Economic analysis

The Dow fell below where it was when President Trump first tweeted about the stock market in 2017

Here’s what Donald Trump tweeted about the stock market on its long march higher, plotted against the market’s abrupt reversal, which has wiped out all gains made since 2016
Members Of The Coronavirus Task Force Hold Press Briefing
U.S. President Donald Trump arrives to a news conference in the briefing room of the White House in Washington, D.C., U.S., on Monday, March 16, 2020. (Oliver Contreras/Sipa/Bloomberg via Getty Images)

On Feb. 16, 2017 at 6:34 a.m., Donald Trump logged onto Twitter, the website where he’d spent so much of his time campaigning for the White House, and as president posted the first of many tweets to come that claimed credit for the rise in stock prices.

Since then Trump has pumped out nearly 130 tweets boasting about rising stock prices, his favourite barometer for what he sees as his administration’s success. And that doesn’t even account for the hundreds of speeches, rallies and press conferences where Trump has patted himself on the back for market movements. Like he did at a Milwaukee, Wisc., rally in January:

Out of curiosity, how are your 401Ks doing? Are you at 70, 80, 90 per cent, 97 per cent? What’s yours? One hundred per cent? Not bad. I know who he’s voting for. We have set 141 records on the stock market, highest levels ever in recorded history, 141 records. That means in less than three years, for 141 days, we set a record. Think of it. We’ve set 141 records. Who the hell can do that? And if our opponents had won the election, instead of going up — you know, we’re very close to 30,000 on the Dow, nobody thought that was possible including the fakers back there — instead of being up, massively, you would have been down 50, 60, 70, down at a level, you would probably be extremely depressed right now.

In short, no president in history has hitched the fate of his presidency so closely on the stock market going up. Even amid the rout of the past two weeks, when stock prices briefly rebounded, he couldn’t resist a tweet. “BIGGEST STOCK MARKET RISE IN HISTORY YESTERDAY!,” he wrote in all caps.

That was Friday. On Monday markets erased that meagre rebound, and closed at their lowest level in years. In fact, the Dow Jones Industrial Average index ended Monday below where it stood that morning on Feb. 16, 2017, not including dividends. Scroll down—way down—to see a selection of Trump’s tweets from when the market was rising, plotted roughly against the level of the DJIA’s as it plummeted 31.2 per cent since Feb. 12.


- **WORK REQUIRED**: Every line of the listing below should come back exactly as written, with no images.

- **DATA RECORDS**:
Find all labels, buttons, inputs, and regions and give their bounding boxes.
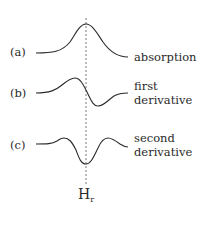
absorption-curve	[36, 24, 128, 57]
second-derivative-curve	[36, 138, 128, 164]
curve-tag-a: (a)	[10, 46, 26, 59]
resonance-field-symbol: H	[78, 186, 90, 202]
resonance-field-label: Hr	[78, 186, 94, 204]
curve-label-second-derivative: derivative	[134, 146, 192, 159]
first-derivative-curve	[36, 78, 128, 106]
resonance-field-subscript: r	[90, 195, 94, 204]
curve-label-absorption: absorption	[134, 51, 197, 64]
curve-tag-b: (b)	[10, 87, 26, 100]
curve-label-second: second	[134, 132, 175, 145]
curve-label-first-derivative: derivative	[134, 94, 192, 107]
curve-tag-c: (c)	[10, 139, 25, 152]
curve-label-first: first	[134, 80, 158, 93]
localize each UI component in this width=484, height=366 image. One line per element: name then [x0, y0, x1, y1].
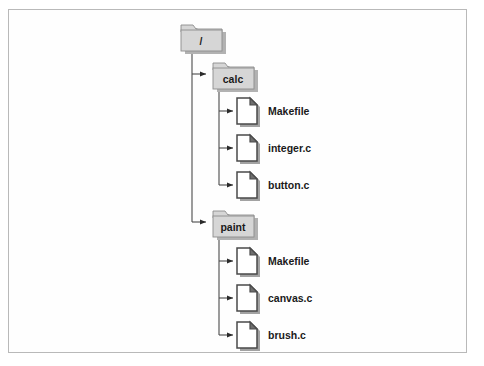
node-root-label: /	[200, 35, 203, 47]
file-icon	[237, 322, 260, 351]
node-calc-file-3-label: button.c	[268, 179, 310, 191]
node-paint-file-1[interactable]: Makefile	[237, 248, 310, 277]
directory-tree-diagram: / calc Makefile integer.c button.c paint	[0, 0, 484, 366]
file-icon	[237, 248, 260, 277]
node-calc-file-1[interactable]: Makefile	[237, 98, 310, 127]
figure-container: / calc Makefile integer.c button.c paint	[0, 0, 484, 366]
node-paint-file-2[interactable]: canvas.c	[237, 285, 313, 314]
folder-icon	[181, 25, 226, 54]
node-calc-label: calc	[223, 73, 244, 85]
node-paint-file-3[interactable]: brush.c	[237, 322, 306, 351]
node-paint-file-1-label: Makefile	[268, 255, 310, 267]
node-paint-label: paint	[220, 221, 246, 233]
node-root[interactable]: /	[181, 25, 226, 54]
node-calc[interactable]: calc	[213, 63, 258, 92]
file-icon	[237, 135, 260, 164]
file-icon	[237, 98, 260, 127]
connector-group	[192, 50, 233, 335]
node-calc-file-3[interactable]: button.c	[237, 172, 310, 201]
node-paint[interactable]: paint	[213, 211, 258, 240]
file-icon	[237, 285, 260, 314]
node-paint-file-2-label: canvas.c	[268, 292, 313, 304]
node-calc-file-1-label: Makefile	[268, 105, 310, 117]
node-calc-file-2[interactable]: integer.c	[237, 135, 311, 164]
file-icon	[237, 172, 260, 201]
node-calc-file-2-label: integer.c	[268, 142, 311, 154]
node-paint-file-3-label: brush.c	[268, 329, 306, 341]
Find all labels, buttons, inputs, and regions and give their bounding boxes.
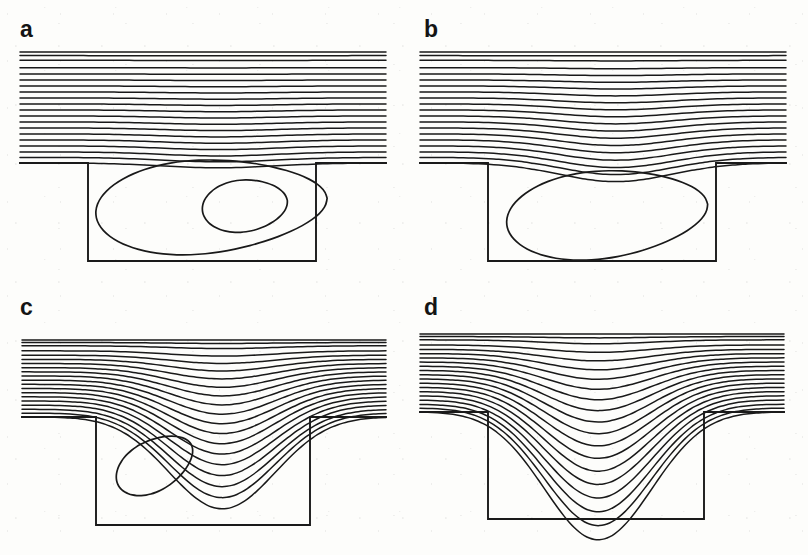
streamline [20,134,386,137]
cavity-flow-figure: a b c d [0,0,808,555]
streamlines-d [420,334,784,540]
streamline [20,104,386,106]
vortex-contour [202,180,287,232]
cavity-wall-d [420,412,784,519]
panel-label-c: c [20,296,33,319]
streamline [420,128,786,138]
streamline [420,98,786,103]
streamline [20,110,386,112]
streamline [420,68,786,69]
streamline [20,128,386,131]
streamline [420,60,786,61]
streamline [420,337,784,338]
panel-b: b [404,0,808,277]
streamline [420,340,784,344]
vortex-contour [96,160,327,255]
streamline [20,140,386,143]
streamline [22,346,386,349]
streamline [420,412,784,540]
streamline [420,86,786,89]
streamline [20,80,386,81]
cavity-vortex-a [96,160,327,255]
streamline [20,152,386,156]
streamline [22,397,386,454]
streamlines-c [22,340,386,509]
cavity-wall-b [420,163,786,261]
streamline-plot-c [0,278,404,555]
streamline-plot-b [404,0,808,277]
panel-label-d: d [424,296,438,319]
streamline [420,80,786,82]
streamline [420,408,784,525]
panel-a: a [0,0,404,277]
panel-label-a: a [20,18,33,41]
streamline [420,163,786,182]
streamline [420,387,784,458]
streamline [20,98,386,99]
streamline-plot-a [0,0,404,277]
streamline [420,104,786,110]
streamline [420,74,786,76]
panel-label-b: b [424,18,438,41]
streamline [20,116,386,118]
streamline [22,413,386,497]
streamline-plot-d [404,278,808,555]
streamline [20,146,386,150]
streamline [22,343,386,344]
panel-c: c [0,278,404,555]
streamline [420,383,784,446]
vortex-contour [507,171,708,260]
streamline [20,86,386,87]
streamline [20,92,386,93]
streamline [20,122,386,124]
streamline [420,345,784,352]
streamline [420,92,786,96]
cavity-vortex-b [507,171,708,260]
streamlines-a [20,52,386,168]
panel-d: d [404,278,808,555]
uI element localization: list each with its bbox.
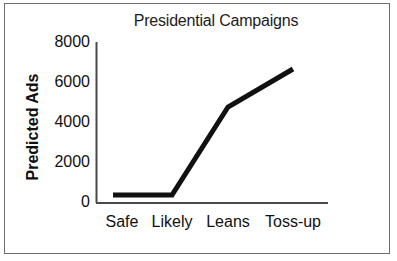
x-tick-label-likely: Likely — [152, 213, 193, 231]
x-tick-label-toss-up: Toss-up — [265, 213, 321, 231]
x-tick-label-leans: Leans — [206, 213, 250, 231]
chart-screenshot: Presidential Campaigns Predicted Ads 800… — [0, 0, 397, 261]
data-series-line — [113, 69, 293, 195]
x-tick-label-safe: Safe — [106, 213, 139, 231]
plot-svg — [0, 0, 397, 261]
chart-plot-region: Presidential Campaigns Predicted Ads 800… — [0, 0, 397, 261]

- **OUTPUT OF THE TASK**:
Find all labels, buttons, inputs, and regions and give their bounding boxes.
absorption-curve	[36, 24, 128, 57]
second-derivative-curve	[36, 138, 128, 164]
curve-tag-a: (a)	[10, 46, 26, 59]
resonance-field-symbol: H	[78, 186, 90, 202]
resonance-field-label: Hr	[78, 186, 94, 204]
curve-label-second-derivative: derivative	[134, 146, 192, 159]
first-derivative-curve	[36, 78, 128, 106]
resonance-field-subscript: r	[90, 195, 94, 204]
curve-label-absorption: absorption	[134, 51, 197, 64]
curve-tag-b: (b)	[10, 87, 26, 100]
curve-label-second: second	[134, 132, 175, 145]
curve-label-first-derivative: derivative	[134, 94, 192, 107]
curve-tag-c: (c)	[10, 139, 25, 152]
curve-label-first: first	[134, 80, 158, 93]
localize each UI component in this width=484, height=366 image. One line per element: name then [x0, y0, x1, y1].
node-root-label: /	[200, 35, 203, 47]
file-icon	[237, 322, 260, 351]
node-calc-file-3-label: button.c	[268, 179, 310, 191]
node-paint-file-1[interactable]: Makefile	[237, 248, 310, 277]
directory-tree-diagram: / calc Makefile integer.c button.c paint	[0, 0, 484, 366]
file-icon	[237, 248, 260, 277]
node-calc-file-1[interactable]: Makefile	[237, 98, 310, 127]
figure-container: / calc Makefile integer.c button.c paint	[0, 0, 484, 366]
node-paint-file-2[interactable]: canvas.c	[237, 285, 313, 314]
folder-icon	[181, 25, 226, 54]
node-calc-label: calc	[223, 73, 244, 85]
node-paint-file-3[interactable]: brush.c	[237, 322, 306, 351]
node-paint-file-1-label: Makefile	[268, 255, 310, 267]
node-paint-label: paint	[220, 221, 246, 233]
node-root[interactable]: /	[181, 25, 226, 54]
node-calc[interactable]: calc	[213, 63, 258, 92]
file-icon	[237, 135, 260, 164]
file-icon	[237, 98, 260, 127]
connector-group	[192, 50, 233, 335]
node-calc-file-3[interactable]: button.c	[237, 172, 310, 201]
node-paint[interactable]: paint	[213, 211, 258, 240]
file-icon	[237, 285, 260, 314]
node-paint-file-2-label: canvas.c	[268, 292, 313, 304]
node-calc-file-1-label: Makefile	[268, 105, 310, 117]
node-calc-file-2[interactable]: integer.c	[237, 135, 311, 164]
file-icon	[237, 172, 260, 201]
node-calc-file-2-label: integer.c	[268, 142, 311, 154]
node-paint-file-3-label: brush.c	[268, 329, 306, 341]
Find all labels, buttons, inputs, and regions and give their bounding boxes.
streamline [20,134,386,137]
cavity-flow-figure: a b c d [0,0,808,555]
streamlines-d [420,334,784,540]
streamline [20,104,386,106]
vortex-contour [202,180,287,232]
cavity-wall-d [420,412,784,519]
panel-label-c: c [20,296,33,319]
streamline [420,128,786,138]
streamline [420,98,786,103]
streamline [20,110,386,112]
streamline [420,68,786,69]
streamline [20,128,386,131]
streamline [420,60,786,61]
streamline [420,337,784,338]
panel-b: b [404,0,808,277]
streamline [420,340,784,344]
vortex-contour [96,160,327,255]
streamline [20,140,386,143]
streamline [22,346,386,349]
streamline [420,412,784,540]
streamline [420,86,786,89]
streamline [20,80,386,81]
cavity-vortex-a [96,160,327,255]
streamline [20,152,386,156]
streamline [22,397,386,454]
streamlines-c [22,340,386,509]
cavity-wall-b [420,163,786,261]
streamline-plot-c [0,278,404,555]
streamline-plot-b [404,0,808,277]
panel-label-d: d [424,296,438,319]
streamline [420,80,786,82]
streamline [420,408,784,525]
panel-a: a [0,0,404,277]
panel-label-a: a [20,18,33,41]
streamline [420,163,786,182]
streamline [420,387,784,458]
streamline [20,98,386,99]
streamline-plot-a [0,0,404,277]
streamline [420,104,786,110]
streamline [420,74,786,76]
panel-label-b: b [424,18,438,41]
streamline [20,116,386,118]
streamline [22,413,386,497]
streamline-plot-d [404,278,808,555]
streamline [20,146,386,150]
streamline [22,343,386,344]
panel-c: c [0,278,404,555]
streamline [420,383,784,446]
vortex-contour [507,171,708,260]
streamline [20,86,386,87]
streamline [20,92,386,93]
streamline [20,122,386,124]
streamline [420,345,784,352]
streamline [420,92,786,96]
cavity-vortex-b [507,171,708,260]
streamlines-a [20,52,386,168]
panel-d: d [404,278,808,555]
uI element localization: list each with its bbox.
x-tick-label-likely: Likely — [152, 213, 193, 231]
x-tick-label-toss-up: Toss-up — [265, 213, 321, 231]
x-tick-label-leans: Leans — [206, 213, 250, 231]
chart-screenshot: Presidential Campaigns Predicted Ads 800… — [0, 0, 397, 261]
data-series-line — [113, 69, 293, 195]
x-tick-label-safe: Safe — [106, 213, 139, 231]
plot-svg — [0, 0, 397, 261]
chart-plot-region: Presidential Campaigns Predicted Ads 800… — [0, 0, 397, 261]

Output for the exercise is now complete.